What Is the Life Insurance Needs Calculator?
A life insurance needs calculator estimates the coverage amount that would protect your dependents if you were no longer there to provide. It uses the income-replacement method to size a policy against your income, savings, and debts.
How to use this calculator
Type your numbers into the fields above. The results change the moment you edit any input, so you can try one scenario after another and see exactly what moves. Most calculators show a short summary of the key figures, a line-by-line breakdown underneath, and β where it applies β a year-by-year schedule you can export to a spreadsheet. Everything runs in your browser; nothing is stored or sent anywhere. Treat the output as a planning estimate, not as final word on a real decision.
The Formula
Recommended coverage = (annual income Γ years of income needed) + debts to cover β existing savings. The idea is to replace lost income for a set period and clear debts, minus what you already have saved.
Worked Example
With $70,000 of income, 10 years of replacement needed, $250,000 of debts, and $50,000 in savings, the recommended cover is about $900,000 β enough to replace income and clear debt while your savings cushion the rest.
Tips for the Most Accurate Estimate
- Cover outstanding mortgage and other debts explicitly.
- Add future education or child-care costs if relevant.
- Subtract existing policies and savings you already have.
- Term life is often the cheapest way to meet a temporary need.
- Re-evaluate coverage after major life events.
Frequently Asked Questions
Q: What does 'years of income' mean?
It is how long your dependents would need your income replaced β often until children are independent or a spouse reaches retirement.
Q: Why subtract existing savings?
Because savings already cushion your family, so you need less insurance to reach the target protection.
Q: Term or whole life?
Term life is usually far cheaper and fits a temporary income-replacement need; whole life adds savings features at much higher cost.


Work to be completed. Please restate the listing that follows without changing anything.

Extracted entries.
● ● ●

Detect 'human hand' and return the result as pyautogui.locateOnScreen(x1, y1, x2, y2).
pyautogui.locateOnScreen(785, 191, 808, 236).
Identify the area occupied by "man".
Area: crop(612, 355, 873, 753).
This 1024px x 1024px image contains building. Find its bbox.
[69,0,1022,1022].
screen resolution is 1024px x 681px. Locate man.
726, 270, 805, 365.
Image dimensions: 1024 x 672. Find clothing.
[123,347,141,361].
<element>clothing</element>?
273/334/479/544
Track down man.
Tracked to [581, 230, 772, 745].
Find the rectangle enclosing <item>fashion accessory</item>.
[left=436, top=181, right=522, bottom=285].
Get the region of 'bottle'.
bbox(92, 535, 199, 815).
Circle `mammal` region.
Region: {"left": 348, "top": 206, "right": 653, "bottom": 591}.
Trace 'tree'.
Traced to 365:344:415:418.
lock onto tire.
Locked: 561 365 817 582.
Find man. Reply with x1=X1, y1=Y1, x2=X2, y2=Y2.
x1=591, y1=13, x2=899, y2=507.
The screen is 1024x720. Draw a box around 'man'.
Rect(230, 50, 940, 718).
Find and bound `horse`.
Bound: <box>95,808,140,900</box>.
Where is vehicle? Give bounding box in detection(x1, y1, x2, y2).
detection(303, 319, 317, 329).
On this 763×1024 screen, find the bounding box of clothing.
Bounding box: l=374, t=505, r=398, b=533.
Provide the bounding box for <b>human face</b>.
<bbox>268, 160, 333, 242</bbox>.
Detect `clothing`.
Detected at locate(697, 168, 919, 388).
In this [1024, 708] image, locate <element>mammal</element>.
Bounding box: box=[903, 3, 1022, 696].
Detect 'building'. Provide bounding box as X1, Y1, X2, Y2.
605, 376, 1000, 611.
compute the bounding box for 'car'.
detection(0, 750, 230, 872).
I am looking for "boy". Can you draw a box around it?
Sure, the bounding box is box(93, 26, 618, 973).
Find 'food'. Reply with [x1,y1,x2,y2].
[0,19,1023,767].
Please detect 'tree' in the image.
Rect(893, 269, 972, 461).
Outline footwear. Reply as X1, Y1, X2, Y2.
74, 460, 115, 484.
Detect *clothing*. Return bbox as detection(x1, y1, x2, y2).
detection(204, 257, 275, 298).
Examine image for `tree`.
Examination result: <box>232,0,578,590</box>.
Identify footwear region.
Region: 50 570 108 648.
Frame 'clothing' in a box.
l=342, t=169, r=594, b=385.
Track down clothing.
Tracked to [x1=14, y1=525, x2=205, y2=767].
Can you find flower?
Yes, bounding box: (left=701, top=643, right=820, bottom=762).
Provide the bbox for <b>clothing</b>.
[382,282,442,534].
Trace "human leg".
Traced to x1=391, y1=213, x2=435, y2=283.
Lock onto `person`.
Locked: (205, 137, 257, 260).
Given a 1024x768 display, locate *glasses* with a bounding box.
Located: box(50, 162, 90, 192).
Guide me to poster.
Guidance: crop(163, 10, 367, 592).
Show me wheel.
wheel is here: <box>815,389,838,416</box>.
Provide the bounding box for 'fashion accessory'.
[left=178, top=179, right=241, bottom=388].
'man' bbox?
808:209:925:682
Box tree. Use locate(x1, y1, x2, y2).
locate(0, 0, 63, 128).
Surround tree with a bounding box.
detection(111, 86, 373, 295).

● ● ●

Expected answer.
Detect 'human hand' and return the result as pyautogui.locateOnScreen(x1, y1, x2, y2).
pyautogui.locateOnScreen(785, 191, 808, 236).
Identify the area occupied by "man".
Area: crop(612, 355, 873, 753).
This 1024px x 1024px image contains building. Find its bbox.
[69,0,1022,1022].
screen resolution is 1024px x 681px. Locate man.
726, 270, 805, 365.
Image dimensions: 1024 x 672. Find clothing.
[123,347,141,361].
<element>clothing</element>?
273/334/479/544
Track down man.
Tracked to [581, 230, 772, 745].
Find the rectangle enclosing <item>fashion accessory</item>.
[left=436, top=181, right=522, bottom=285].
Get the region of 'bottle'.
bbox(92, 535, 199, 815).
Circle `mammal` region.
Region: {"left": 348, "top": 206, "right": 653, "bottom": 591}.
Trace 'tree'.
Traced to 365:344:415:418.
lock onto tire.
Locked: 561 365 817 582.
Find man. Reply with x1=X1, y1=Y1, x2=X2, y2=Y2.
x1=591, y1=13, x2=899, y2=507.
The screen is 1024x720. Draw a box around 'man'.
Rect(230, 50, 940, 718).
Find and bound `horse`.
Bound: <box>95,808,140,900</box>.
Where is vehicle? Give bounding box in detection(x1, y1, x2, y2).
detection(303, 319, 317, 329).
On this 763×1024 screen, find the bounding box of clothing.
Bounding box: l=374, t=505, r=398, b=533.
Provide the bounding box for <b>human face</b>.
<bbox>268, 160, 333, 242</bbox>.
Detect `clothing`.
Detected at locate(697, 168, 919, 388).
In this [1024, 708] image, locate <element>mammal</element>.
Bounding box: box=[903, 3, 1022, 696].
Detect 'building'. Provide bounding box as X1, Y1, X2, Y2.
605, 376, 1000, 611.
compute the bounding box for 'car'.
detection(0, 750, 230, 872).
I am looking for "boy". Can you draw a box around it?
Sure, the bounding box is box(93, 26, 618, 973).
Find 'food'. Reply with [x1,y1,x2,y2].
[0,19,1023,767].
Please detect 'tree' in the image.
Rect(893, 269, 972, 461).
Outline footwear. Reply as X1, Y1, X2, Y2.
74, 460, 115, 484.
Detect *clothing*. Return bbox as detection(x1, y1, x2, y2).
detection(204, 257, 275, 298).
Examine image for `tree`.
Examination result: <box>232,0,578,590</box>.
Identify footwear region.
Region: 50 570 108 648.
Frame 'clothing' in a box.
l=342, t=169, r=594, b=385.
Track down clothing.
Tracked to [x1=14, y1=525, x2=205, y2=767].
Can you find flower?
Yes, bounding box: (left=701, top=643, right=820, bottom=762).
Provide the bbox for <b>clothing</b>.
[382,282,442,534].
Trace "human leg".
Traced to x1=391, y1=213, x2=435, y2=283.
Lock onto `person`.
Locked: (205, 137, 257, 260).
Given a 1024x768 display, locate *glasses* with a bounding box.
Located: box(50, 162, 90, 192).
Guide me to poster.
Guidance: crop(163, 10, 367, 592).
Show me wheel.
wheel is here: <box>815,389,838,416</box>.
Provide the bounding box for 'fashion accessory'.
[left=178, top=179, right=241, bottom=388].
'man' bbox?
808:209:925:682
Box tree. Use locate(x1, y1, x2, y2).
locate(0, 0, 63, 128).
Surround tree with a bounding box.
detection(111, 86, 373, 295).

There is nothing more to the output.